The ultra-quick, heat-in-package frozen products I mentioned above win on cognitive burden AND time. Boom. Boom. $20B in sales and climbing.
However, in a society where recent technologies for spreading processed food have raised expectations of food preparation speed and timeliness (see above), it shouldn’t surprise anyone that someone would be pissed at the bogus claim of 3.5 minutes of prep time on Velveeta’s packaging. It is an absolutely bogus claim, if you’ve ever made one of these microwaveable cups.
It’s just odd for someone to think they should be able to obtain more than a refund.
Or is it?
Does our heroine Maria have a broader point? Don’t. Insult. The. Consumer. Who. Is. Thy. God.
Look, folks, if you’re going to point to the Holy Sacrament of Convenience, make sure you really are convenient.
Thirty seconds is the new bar for heat-n-eat foods. Someone keeps moving the bar. Always. Moving. The Bar.
Oh hey, if you want two Walking Tamales for lunch, you can eat the first while heating the next one. Now, that’s some adept anti-cooking.

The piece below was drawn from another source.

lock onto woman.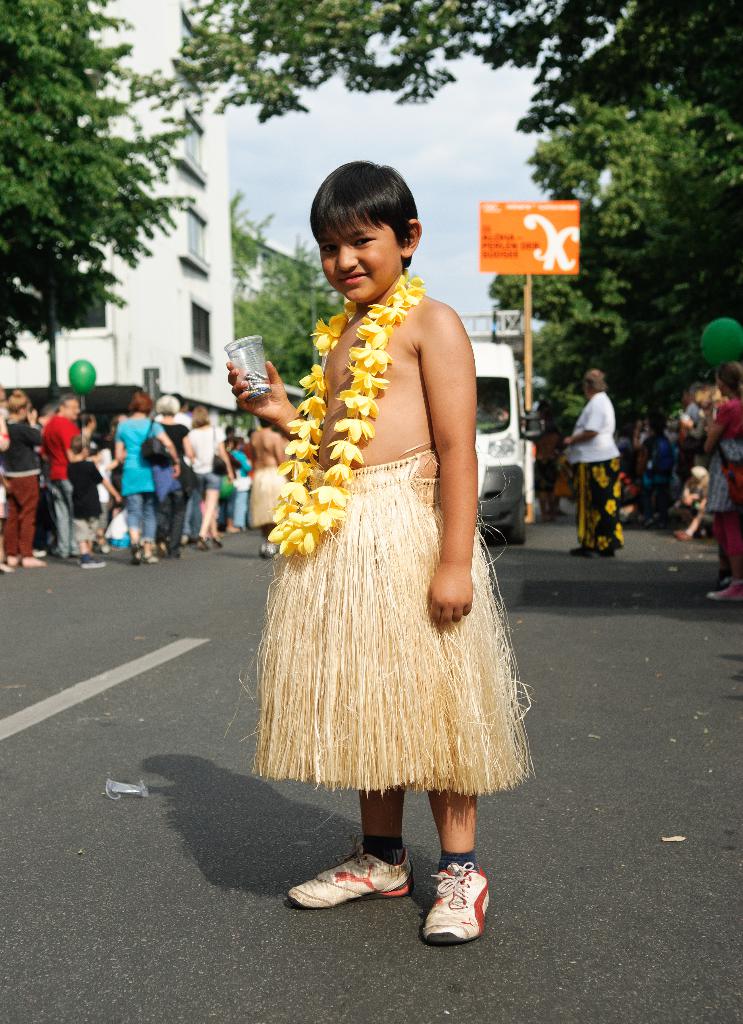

https://www.nationalgeographic.com/culture/article/how-leftover-turkey-launched-the-tv-dinner#:~:text=In%20the%20fall%20of%201953,with%20520%2C000%20pounds%20of%20turkey.

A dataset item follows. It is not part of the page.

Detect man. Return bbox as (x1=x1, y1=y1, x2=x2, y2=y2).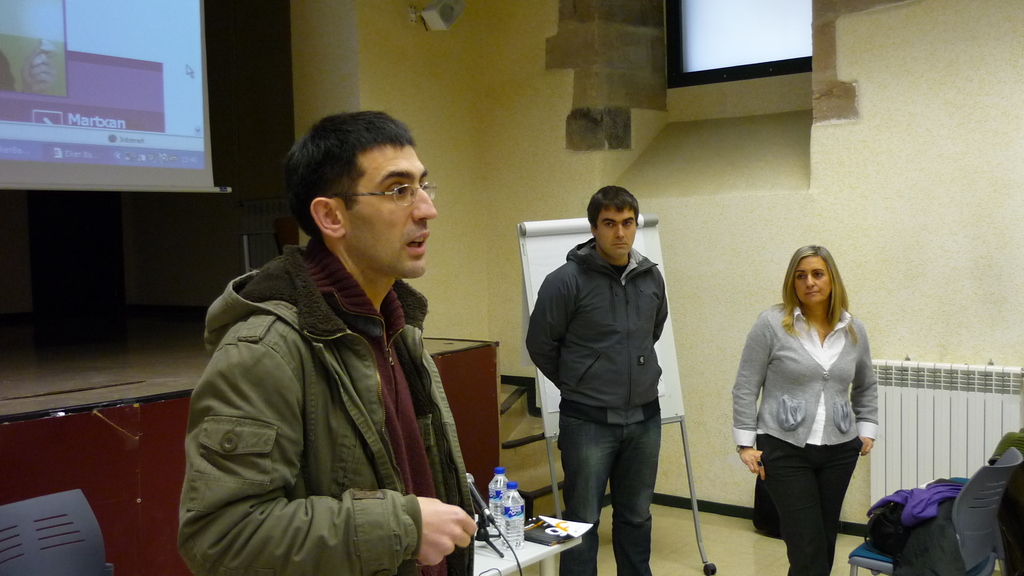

Frozen and Refrigerated Buyer Magazine, August 2022, page 6-8 cited on Statista.com
https://www.hartman-group.com/newsletters/108032734/american-meals-and-cooking-today-cooks-eaters-and-denizens
This idea that only 16% of American grown-ups consider themselves to be "capable cooks" took me so aback that I almost let the milk I was scalding to make my weekly batch of yogurt boil over. "It's nuts!" I thought to myself as I turned off the flame under the pot of milk, slicing carrots while sauteing the garlic and ginger in another to make the base for the curry. And that's what kept me from writing my reaction to this until today.
There are a few things going on here: One, the disposability consumer culture that this essay focuses on. There's also American individualism/anti-sociality: one key advantage of single-serve to-go meals is that you never have to worry about what, or when, anyone else is eating. 21st century Americans seem to have converted the social ritual of eating into a purely practical act of self-nourishment.
But another thing that I think is going on with the collapse of American home cooking is a collapse in focus. Much has been written about the declining modern attention span, the victim of social media pings hacking brain pathways. I'm no chef, but being even a competent home cook requires enough focus for me to whisk with one hand and pour with another. It also requires me to keep paying attention even when something is boring for whole seconds or minutes at a time: I need to keep watching the thermometer in the pot of milk; I need to keep stirring the roux until it turns caramel-brown, and I can't just check in on Instagram real quick if I'm bored while I'm stirring. Can real social media addicts do that, I wonder?
Anyway, I thought I'd add my two cents to this discussion while eating my cup-o-noodles at my desk at work.
I knew our civilization was doomed when Uncrustables hit the market.
When people find a peanut butter and jelly sandwich - LITERALLY THE EASIEST THING TO MAKE, I was adept at making PB&J's by age five, including cutting off the crusts - to be just Too Much Work, that is a sign that we are living in the end times.